===== Data to use =====

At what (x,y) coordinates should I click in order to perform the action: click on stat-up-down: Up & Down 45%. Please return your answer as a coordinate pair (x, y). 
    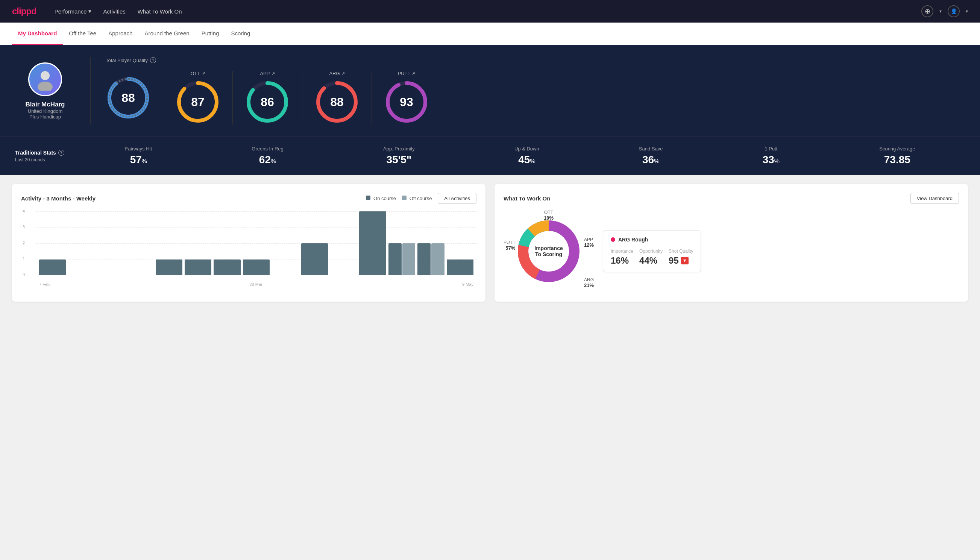
    Looking at the image, I should click on (527, 156).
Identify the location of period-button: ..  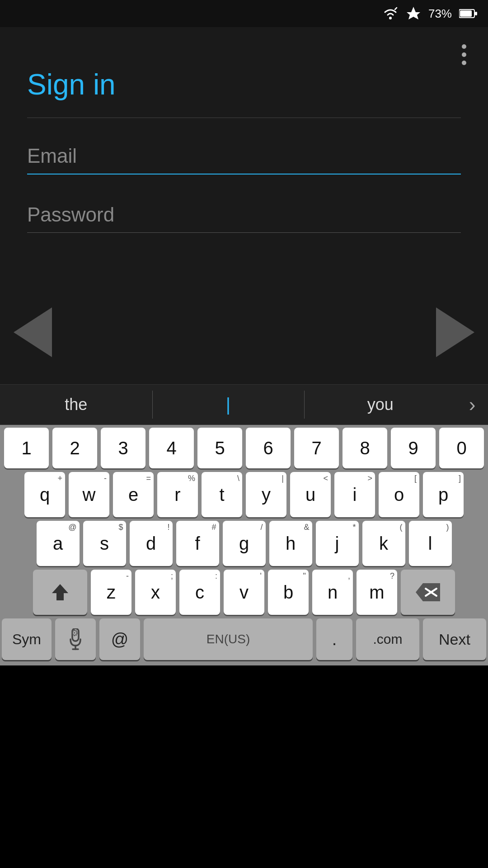
(334, 639).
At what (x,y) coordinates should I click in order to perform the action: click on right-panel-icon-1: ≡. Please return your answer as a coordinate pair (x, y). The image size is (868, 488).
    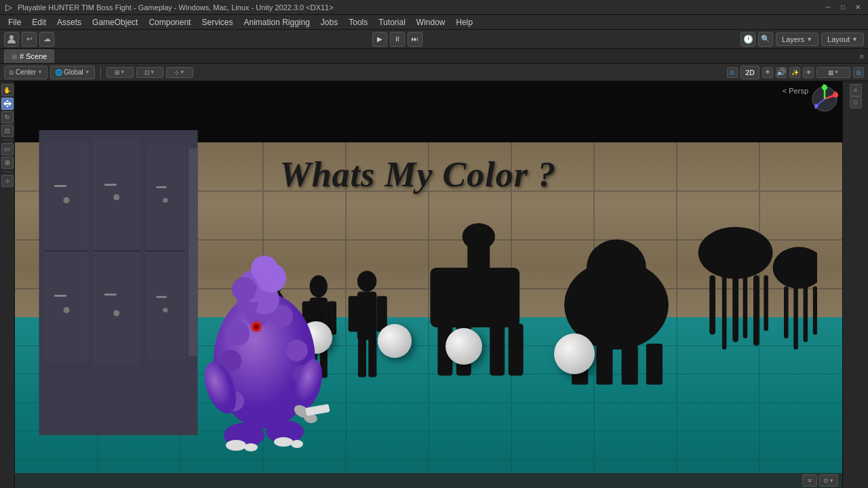
    Looking at the image, I should click on (856, 90).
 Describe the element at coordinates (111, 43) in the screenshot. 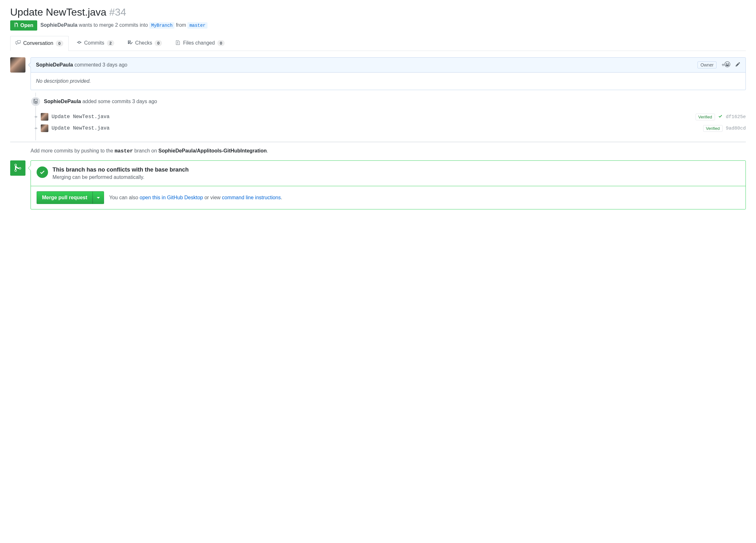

=====

The lines from the one holding "Identify the location of period-button: .." to the final line of the entries are to be duplicated exactly, and the pictures are to be left out.

▶ _Response to the exercise_:
Identify the location of period-button: ..  
(334, 639).
At what (x,y) coordinates should I click in order to perform the action: click on right-panel-icon-1: ≡. Please return your answer as a coordinate pair (x, y). The image size is (868, 488).
    Looking at the image, I should click on (856, 90).
 Describe the element at coordinates (111, 43) in the screenshot. 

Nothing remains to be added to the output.